While the fish poaches, get the eggs into boiling water for nine minutes, then straight into cold water to stop them cooking further. Peel when cool enough to handle and halve lengthways. Put the potatoes in a large pan of salted cold water, bring to a simmer, and cook until they offer no resistance to a knife. Drain well and let them steam dry in the colander for a minute or two. Wet potatoes make gluey mash, and gluey mash on top of a pie is a sorry thing.
Melt the 40g of butter in a saucepan over a medium heat. When it foams, add the flour and stir constantly for a minute or so until you have a smooth, sandy paste that smells biscuity rather than raw. Now add the strained poaching milk, a ladleful at a time, stirring well between each addition. The first couple go in and the mixture seizes up alarmingly. Keep stirring. Keep adding. It will come together into a smooth, glossy sauce that coats the back of a spoon. Let it simmer gently for five minutes to cook out the flour, stirring now and then. Stir in the parsley and the lemon juice. Season carefully. The haddock brings salt of its own, so taste before you add more.

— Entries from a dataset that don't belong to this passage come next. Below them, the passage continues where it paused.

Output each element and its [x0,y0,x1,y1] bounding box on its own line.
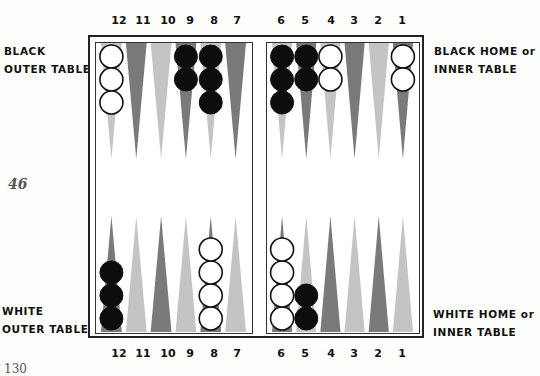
point-2-bottom[interactable] [369,216,389,332]
black-checker[interactable] [295,284,318,307]
point-number: 2 [365,14,391,27]
point-number: 12 [106,347,132,360]
black-checker[interactable] [271,68,294,91]
point-number: 6 [268,347,294,360]
point-number: 6 [268,14,294,27]
point-7-bottom[interactable] [225,216,246,332]
label-black-home-table: BLACK HOME or INNER TABLE [434,42,536,78]
point-number: 5 [292,347,318,360]
label-line: WHITE HOME or [433,305,534,323]
board-points-layer [267,43,418,332]
white-checker[interactable] [100,45,123,68]
point-2-top[interactable] [369,43,389,159]
black-checker[interactable] [100,307,123,330]
black-checker[interactable] [100,284,123,307]
label-line: INNER TABLE [433,323,534,341]
point-number: 9 [177,14,203,27]
point-number: 3 [341,14,367,27]
black-checker[interactable] [199,45,222,68]
label-white-home-table: WHITE HOME or INNER TABLE [433,305,534,341]
home-table-field [266,42,420,334]
black-checker[interactable] [295,45,318,68]
point-11-bottom[interactable] [126,216,147,332]
white-checker[interactable] [199,307,222,330]
point-1-bottom[interactable] [393,216,413,332]
label-white-outer-table: WHITE OUTER TABLE [2,302,88,338]
point-7-top[interactable] [225,43,246,159]
point-11-top[interactable] [126,43,147,159]
white-checker[interactable] [271,284,294,307]
black-checker[interactable] [174,45,197,68]
black-checker[interactable] [295,68,318,91]
black-checker[interactable] [100,261,123,284]
label-line: INNER TABLE [434,60,536,78]
point-number: 7 [224,347,250,360]
white-checker[interactable] [319,45,342,68]
point-number: 2 [365,347,391,360]
page-number: 46 [8,176,27,192]
point-number: 1 [389,14,415,27]
point-number: 9 [177,347,203,360]
white-checker[interactable] [100,91,123,114]
point-number: 5 [292,14,318,27]
outer-table-field [95,42,253,334]
point-number: 7 [224,14,250,27]
point-number: 11 [130,14,156,27]
point-number: 12 [106,14,132,27]
point-number: 11 [130,347,156,360]
label-black-outer-table: BLACK OUTER TABLE [4,42,90,78]
black-checker[interactable] [174,68,197,91]
black-checker[interactable] [199,68,222,91]
white-checker[interactable] [100,68,123,91]
black-checker[interactable] [199,91,222,114]
top-point-numbers: 12 11 10 9 8 7 6 5 4 3 2 1 [0,14,540,28]
label-line: OUTER TABLE [4,60,90,78]
black-checker[interactable] [295,307,318,330]
point-3-top[interactable] [345,43,365,159]
white-checker[interactable] [271,307,294,330]
point-9-bottom[interactable] [176,216,197,332]
bottom-point-numbers: 12 11 10 9 8 7 6 5 4 3 2 1 [0,347,540,361]
white-checker[interactable] [199,261,222,284]
label-line: BLACK [4,42,90,60]
white-checker[interactable] [319,68,342,91]
point-10-bottom[interactable] [151,216,172,332]
white-checker[interactable] [391,45,414,68]
point-10-top[interactable] [151,43,172,159]
point-number: 3 [341,347,367,360]
label-line: OUTER TABLE [2,320,88,338]
point-3-bottom[interactable] [345,216,365,332]
black-checker[interactable] [271,45,294,68]
black-checker[interactable] [271,91,294,114]
label-line: WHITE [2,302,88,320]
label-line: BLACK HOME or [434,42,536,60]
page-footer: 130 [4,362,27,376]
board-points-layer [96,43,251,332]
white-checker[interactable] [271,261,294,284]
point-number: 1 [389,347,415,360]
white-checker[interactable] [199,284,222,307]
point-4-bottom[interactable] [320,216,340,332]
white-checker[interactable] [271,238,294,261]
white-checker[interactable] [199,238,222,261]
white-checker[interactable] [391,68,414,91]
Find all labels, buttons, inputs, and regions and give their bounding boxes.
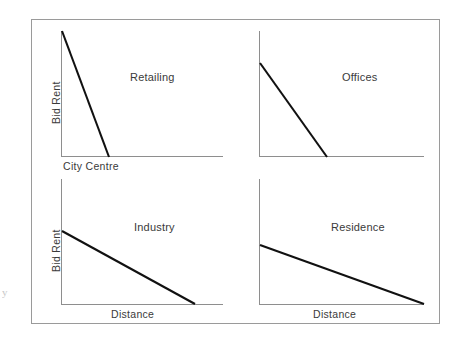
y-axis-label-retailing: Bid Rent — [50, 81, 62, 124]
panel-title-offices: Offices — [342, 71, 377, 83]
offices-curve — [237, 20, 441, 165]
panel-retailing: Retailing Bid Rent City Centre — [32, 20, 237, 165]
panel-residence: Residence Distance — [237, 165, 441, 325]
industry-curve — [32, 165, 237, 325]
bid-rent-figure: y Retailing Bid Rent City Centre Offices — [0, 0, 466, 343]
y-axis-label-industry: Bid Rent — [50, 229, 62, 272]
panel-offices: Offices — [237, 20, 441, 165]
residence-curve — [237, 165, 441, 325]
x-axis-label-industry: Distance — [111, 308, 154, 320]
x-axis-label-residence: Distance — [313, 308, 356, 320]
retailing-curve — [32, 20, 237, 165]
panel-industry: Industry Bid Rent Distance — [32, 165, 237, 325]
panel-title-industry: Industry — [134, 221, 175, 233]
panel-title-residence: Residence — [331, 221, 385, 233]
figure-border: Retailing Bid Rent City Centre Offices I… — [31, 19, 440, 324]
panel-title-retailing: Retailing — [130, 71, 175, 83]
margin-text-fragment: y — [2, 286, 11, 302]
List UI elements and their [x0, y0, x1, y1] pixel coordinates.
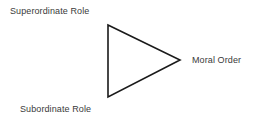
label-moral-order: Moral Order — [192, 55, 241, 66]
label-subordinate-role: Subordinate Role — [20, 104, 91, 115]
label-superordinate-role: Superordinate Role — [10, 6, 89, 17]
diagram-canvas: Superordinate Role Subordinate Role Mora… — [0, 0, 254, 125]
triangle-outline-icon — [108, 25, 180, 97]
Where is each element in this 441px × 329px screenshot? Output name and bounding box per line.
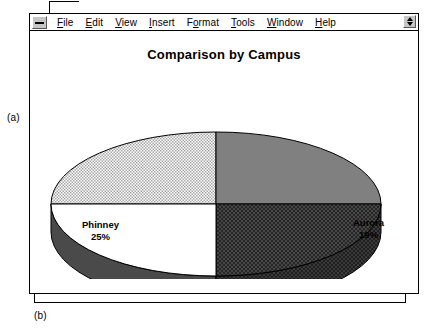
pie-label-phinney-percent: 25% [82, 231, 119, 243]
panel-a-bracket-top [49, 1, 79, 2]
minimize-box-icon[interactable] [32, 16, 47, 29]
menu-item-tools[interactable]: Tools [225, 15, 261, 30]
pie-slice-phinney[interactable] [51, 132, 216, 204]
menu-bar: File Edit View Insert Format Tools Windo… [30, 14, 418, 31]
chart-title: Comparison by Campus [30, 47, 418, 62]
pie-label-aurora-percent: 19% [353, 229, 384, 241]
panel-b-label: (b) [34, 310, 47, 321]
application-window: File Edit View Insert Format Tools Windo… [29, 13, 419, 294]
panel-a-label: (a) [7, 112, 20, 123]
pie-chart-svg [46, 129, 386, 279]
up-down-arrow-icon[interactable] [403, 15, 416, 28]
menu-item-format[interactable]: Format [181, 15, 225, 30]
menu-item-edit[interactable]: Edit [80, 15, 110, 30]
pie-label-phinney: Phinney 25% [82, 219, 119, 243]
pie-chart: Phinney 25% Aurora 19% Ballard 31% Eastl… [46, 129, 386, 279]
chart-canvas: Comparison by Campus [30, 31, 418, 293]
pie-label-aurora: Aurora 19% [353, 217, 384, 241]
figure-root: (a) (b) File Edit View Insert Format Too… [0, 0, 441, 329]
pie-slice-aurora[interactable] [216, 132, 381, 204]
panel-b-bracket-right [405, 294, 406, 303]
menu-item-window[interactable]: Window [261, 15, 309, 30]
pie-label-phinney-name: Phinney [82, 219, 119, 230]
pie-label-aurora-name: Aurora [353, 217, 384, 228]
panel-b-bracket-bottom [34, 302, 406, 303]
chevron-up-icon [407, 17, 413, 21]
menu-item-view[interactable]: View [109, 15, 143, 30]
menu-item-file[interactable]: File [51, 15, 80, 30]
menu-item-help[interactable]: Help [309, 15, 342, 30]
chevron-down-icon [407, 22, 413, 26]
menu-item-insert[interactable]: Insert [143, 15, 181, 30]
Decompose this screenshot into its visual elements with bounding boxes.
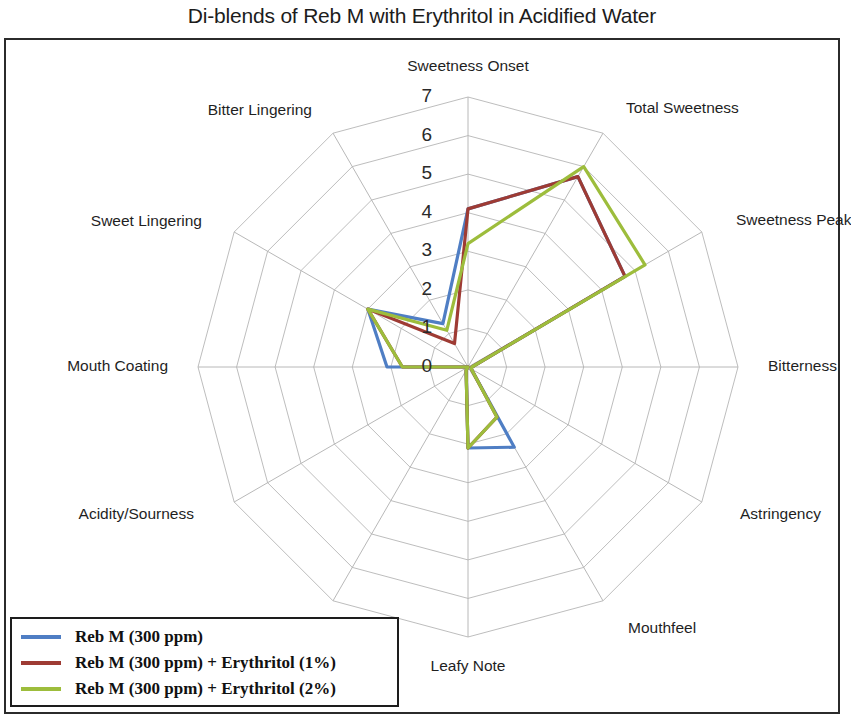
chart-legend: Reb M (300 ppm) Reb M (300 ppm) + Erythr… — [10, 617, 399, 707]
axis-label-bitterness: Bitterness — [768, 357, 837, 375]
legend-swatch-series-3 — [21, 687, 61, 691]
radial-tick-label-1: 1 — [410, 316, 432, 338]
axis-label-total-sweetness: Total Sweetness — [626, 99, 739, 117]
legend-swatch-series-1 — [21, 635, 61, 639]
legend-item: Reb M (300 ppm) — [12, 624, 397, 650]
chart-title: Di-blends of Reb M with Erythritol in Ac… — [0, 4, 844, 28]
axis-label-sweetness-peak: Sweetness Peak — [736, 211, 851, 229]
axis-label-astringency: Astringency — [740, 505, 821, 523]
legend-label-series-3: Reb M (300 ppm) + Erythritol (2%) — [75, 679, 336, 699]
legend-label-series-2: Reb M (300 ppm) + Erythritol (1%) — [75, 653, 336, 673]
axis-label-mouthfeel: Mouthfeel — [628, 619, 696, 637]
legend-item: Reb M (300 ppm) + Erythritol (1%) — [12, 650, 397, 676]
axis-label-sweet-lingering: Sweet Lingering — [0, 212, 202, 230]
legend-label-series-1: Reb M (300 ppm) — [75, 627, 203, 647]
axis-label-acidity-sourness: Acidity/Sourness — [0, 505, 194, 523]
axis-label-bitter-lingering: Bitter Lingering — [0, 101, 312, 119]
axis-label-sweetness-onset: Sweetness Onset — [407, 57, 528, 75]
radial-tick-label-4: 4 — [410, 201, 432, 223]
radial-tick-label-6: 6 — [410, 124, 432, 146]
legend-item: Reb M (300 ppm) + Erythritol (2%) — [12, 676, 397, 702]
legend-swatch-series-2 — [21, 661, 61, 665]
axis-label-leafy-note: Leafy Note — [431, 657, 506, 675]
axis-label-mouth-coating: Mouth Coating — [0, 357, 168, 375]
radial-tick-label-2: 2 — [410, 278, 432, 300]
radial-tick-label-3: 3 — [410, 239, 432, 261]
radial-tick-label-7: 7 — [410, 85, 432, 107]
radial-tick-label-0: 0 — [410, 355, 432, 377]
radial-tick-label-5: 5 — [410, 162, 432, 184]
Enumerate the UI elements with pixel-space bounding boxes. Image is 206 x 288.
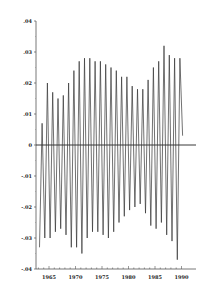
- chart-area: .04.03.02.010-.01-.02-.03-.0419651970197…: [0, 0, 206, 288]
- y-tick-label: .02: [23, 80, 32, 86]
- y-tick-label: 0: [29, 142, 33, 148]
- y-tick-label: .01: [23, 111, 32, 117]
- x-tick-label: 1980: [122, 274, 136, 280]
- y-tick-label: -.04: [21, 266, 32, 272]
- x-tick-label: 1985: [148, 274, 162, 280]
- y-tick-label: -.01: [21, 173, 32, 179]
- y-tick-label: -.03: [21, 235, 32, 241]
- data-line: [40, 46, 183, 260]
- line-chart: .04.03.02.010-.01-.02-.03-.0419651970197…: [0, 0, 206, 288]
- x-tick-label: 1970: [69, 274, 83, 280]
- x-tick-label: 1965: [42, 274, 56, 280]
- x-tick-label: 1975: [95, 274, 109, 280]
- y-tick-label: .03: [23, 49, 32, 55]
- y-tick-label: -.02: [21, 204, 32, 210]
- x-tick-label: 1990: [175, 274, 189, 280]
- y-tick-label: .04: [23, 18, 32, 24]
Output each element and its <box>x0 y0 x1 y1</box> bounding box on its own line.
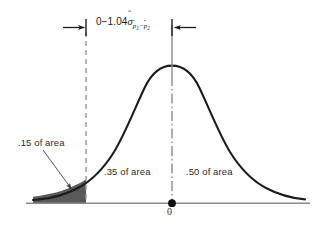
normal-curve-figure: 0−1.04ˆσp1−p2 .15 of area .35 of area .5… <box>0 0 332 233</box>
origin-axis-label: 0 <box>167 206 172 217</box>
normal-curve <box>33 66 305 200</box>
p2-index: 2 <box>147 25 150 31</box>
hat-accent-icon: ˆ <box>128 10 131 20</box>
dimension-prefix: 0−1.04 <box>96 16 127 27</box>
dimension-subscript: p1−p2 <box>133 22 150 30</box>
p2-hat: p <box>144 23 148 31</box>
cut-point-dimension-label: 0−1.04ˆσp1−p2 <box>96 16 150 31</box>
p1-hat: p <box>133 23 137 31</box>
tail-area-label: .15 of area <box>18 138 65 148</box>
figure-canvas <box>0 0 332 233</box>
middle-area-label: .35 of area <box>104 167 151 177</box>
tail-leader-line <box>43 150 72 189</box>
right-area-label: .50 of area <box>186 167 233 177</box>
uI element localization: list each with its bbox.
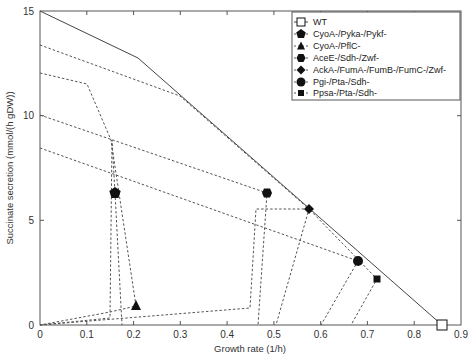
svg-text:CyoA-/Pyka-/Pykf-: CyoA-/Pyka-/Pykf- <box>313 29 387 39</box>
y-tick-0: 0 <box>28 320 34 331</box>
y-axis-label: Succinate secretion (mmol/(h gDW)) <box>4 91 15 244</box>
legend-circle-icon <box>297 78 306 87</box>
y-tick-labels: 0 5 10 15 <box>23 6 35 331</box>
succinate-production-envelope-chart: 0 0.1 0.2 0.3 0.4 0.5 0.6 0.7 0.8 0.9 0 … <box>0 0 474 359</box>
legend-square-icon <box>298 90 304 96</box>
svg-text:AckA-/FumA-/FumB-/FumC-/Zwf-: AckA-/FumA-/FumB-/FumC-/Zwf- <box>313 65 446 75</box>
y-tick-5: 5 <box>28 215 34 226</box>
marker-circle <box>353 256 363 266</box>
x-tick-labels: 0 0.1 0.2 0.3 0.4 0.5 0.6 0.7 0.8 0.9 <box>37 329 468 340</box>
x-tick-0: 0 <box>37 329 43 340</box>
svg-text:Pgi-/Pta-/Sdh-: Pgi-/Pta-/Sdh- <box>313 77 370 87</box>
x-tick-2: 0.2 <box>127 329 141 340</box>
marker-wt-open-square <box>437 320 447 330</box>
svg-text:Ppsa-/Pta-/Sdh-: Ppsa-/Pta-/Sdh- <box>313 88 377 98</box>
x-tick-7: 0.7 <box>360 329 374 340</box>
x-tick-4: 0.4 <box>220 329 234 340</box>
y-tick-10: 10 <box>23 110 35 121</box>
y-tick-15: 15 <box>23 6 35 17</box>
x-axis-label: Growth rate (1/h) <box>214 343 286 354</box>
marker-square <box>374 276 381 283</box>
legend-open-square-icon <box>297 18 305 26</box>
x-tick-3: 0.3 <box>173 329 187 340</box>
x-tick-5: 0.5 <box>267 329 281 340</box>
marker-hexagon <box>262 189 272 198</box>
legend: WT CyoA-/Pyka-/Pykf- CyoA-/PflC- AceE-/S… <box>292 12 460 100</box>
x-tick-1: 0.1 <box>80 329 94 340</box>
x-tick-8: 0.8 <box>407 329 421 340</box>
legend-item-acka: AckA-/FumA-/FumB-/FumC-/Zwf- <box>294 65 446 75</box>
x-tick-9: 0.9 <box>454 329 468 340</box>
svg-text:AceE-/Sdh-/Zwf-: AceE-/Sdh-/Zwf- <box>313 53 379 63</box>
svg-text:CyoA-/PflC-: CyoA-/PflC- <box>313 41 361 51</box>
x-tick-6: 0.6 <box>314 329 328 340</box>
svg-text:WT: WT <box>313 17 327 27</box>
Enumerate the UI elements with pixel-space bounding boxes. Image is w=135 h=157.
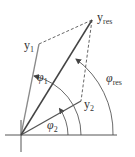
label-y1: y1 [24, 38, 34, 54]
label-phi1: φ1 [37, 70, 48, 86]
label-y2: y2 [84, 97, 94, 113]
label-phi2: φ2 [47, 118, 58, 134]
vector-yres [21, 20, 92, 135]
dashed-yres-to-y2 [81, 20, 92, 101]
label-phires: φres [106, 71, 122, 87]
phasor-diagram: y1 yres y2 φ1 φ2 φres [0, 0, 135, 157]
label-yres: yres [97, 10, 112, 26]
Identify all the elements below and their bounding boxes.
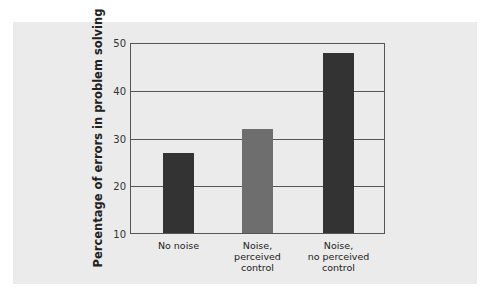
plot-area: [130, 43, 385, 234]
x-tick-label: Noise,perceivedcontrol: [213, 240, 303, 273]
bar: [323, 53, 354, 233]
bar: [163, 153, 194, 233]
y-tick-label: 50: [100, 38, 126, 49]
x-tick-label: No noise: [134, 240, 224, 251]
bar: [242, 129, 273, 233]
y-tick-label: 40: [100, 85, 126, 96]
y-tick-label: 20: [100, 181, 126, 192]
y-tick-label: 10: [100, 229, 126, 240]
y-tick-label: 30: [100, 133, 126, 144]
x-tick-label: Noise,no perceivedcontrol: [294, 240, 384, 273]
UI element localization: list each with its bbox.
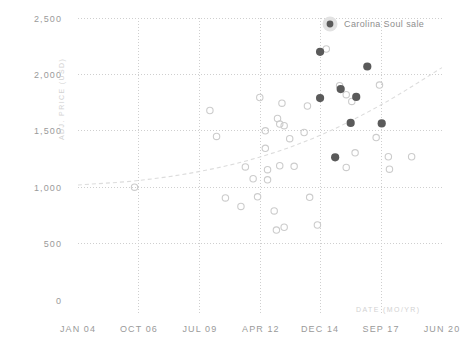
- y-axis-tick-labels: 05001,0001,5002,0002,500: [34, 14, 62, 306]
- data-point-open: [287, 135, 293, 141]
- x-axis-tick-label: DEC 14: [301, 324, 339, 334]
- data-point-open: [386, 166, 392, 172]
- data-point-open: [257, 94, 263, 100]
- data-point-open: [376, 82, 382, 88]
- x-axis-tick-label: JUL 09: [183, 324, 218, 334]
- data-point-open: [279, 100, 285, 106]
- data-point-carolina-soul: [316, 48, 324, 56]
- chart-canvas: 05001,0001,5002,0002,500 JAN 04OCT 06JUL…: [0, 0, 460, 359]
- x-axis-tick-label: JAN 04: [60, 324, 96, 334]
- data-point-open: [291, 163, 297, 169]
- gridlines-vertical: [139, 18, 381, 314]
- data-point-open: [301, 129, 307, 135]
- data-point-open: [385, 154, 391, 160]
- data-point-open: [271, 208, 277, 214]
- data-point-open: [314, 222, 320, 228]
- data-point-open: [281, 224, 287, 230]
- data-point-carolina-soul: [331, 153, 339, 161]
- data-point-open: [373, 134, 379, 140]
- x-axis-title: DATE (MO/YR): [356, 306, 421, 314]
- data-point-open: [250, 176, 256, 182]
- data-point-open: [306, 194, 312, 200]
- data-point-open: [207, 107, 213, 113]
- y-axis-tick-label: 1,000: [34, 183, 62, 193]
- data-point-open: [273, 227, 279, 233]
- data-point-open: [264, 177, 270, 183]
- y-axis-tick-label: 0: [56, 296, 62, 306]
- data-point-open: [277, 163, 283, 169]
- data-point-open: [304, 103, 310, 109]
- data-point-carolina-soul: [352, 93, 360, 101]
- data-point-open: [242, 164, 248, 170]
- data-point-open: [408, 154, 414, 160]
- x-axis-tick-label: APR 12: [242, 324, 280, 334]
- y-axis-tick-label: 2,500: [34, 14, 62, 24]
- data-point-carolina-soul: [316, 94, 324, 102]
- y-axis-tick-label: 500: [44, 239, 62, 249]
- x-axis-tick-label: OCT 06: [120, 324, 158, 334]
- legend-label: Carolina Soul sale: [344, 19, 424, 29]
- data-point-carolina-soul: [337, 85, 345, 93]
- data-point-open: [352, 150, 358, 156]
- data-point-carolina-soul: [378, 119, 386, 127]
- data-point-open: [343, 164, 349, 170]
- data-point-open: [222, 195, 228, 201]
- data-point-open: [264, 167, 270, 173]
- data-point-open: [343, 92, 349, 98]
- x-axis-tick-label: JUN 20: [424, 324, 460, 334]
- y-axis-title: ADJ. PRICE (USD): [58, 58, 66, 140]
- data-point-open: [254, 194, 260, 200]
- data-point-carolina-soul: [363, 62, 371, 70]
- gridlines-horizontal: [78, 18, 442, 244]
- x-axis-tick-labels: JAN 04OCT 06JUL 09APR 12DEC 14SEP 17JUN …: [60, 324, 460, 334]
- data-point-open: [262, 145, 268, 151]
- legend-marker-icon: [327, 21, 334, 28]
- data-point-open: [238, 203, 244, 209]
- data-point-carolina-soul: [347, 119, 355, 127]
- scatter-chart: 05001,0001,5002,0002,500 JAN 04OCT 06JUL…: [0, 0, 460, 359]
- x-axis-tick-label: SEP 17: [363, 324, 400, 334]
- legend: Carolina Soul sale: [323, 17, 425, 32]
- data-point-open: [213, 133, 219, 139]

Mash the drained potatoes with the 50g of butter and a splash of warm milk. You want them smooth and generous, soft enough to spread but firm enough to hold their shape on top of the pie. A grating of nutmeg. Season with salt and pepper. Taste it. The mash should be good enough to eat on its own. If it isn't, the pie won't save it.
Set the oven to 200C/180C fan. Flake the haddock into large pieces, discarding the skin and checking for bones as you go. Lay the fish in the bottom of an ovenproof dish, about 1.5 litres in size. Nestle the halved eggs among the fish, cut side up, so they're visible when you eventually spoon through the top. Pour the parsley sauce over everything. It should cover the fish and eggs in a thick, generous blanket. Spoon the mash on top and spread it to the edges, sealing the filling in. Run a fork across the surface to rough it up. The ridges will catch and go golden.
Bake for twenty-five to thirty minutes, until the potato is properly golden on top and the sauce is bubbling up at the edges. You'll smell it before you see it: smoky, buttery, the particular warmth of something that has been quietly getting on with itself in the oven. Let it stand for five minutes before you serve it. A pie this hot needs a moment, and so do you.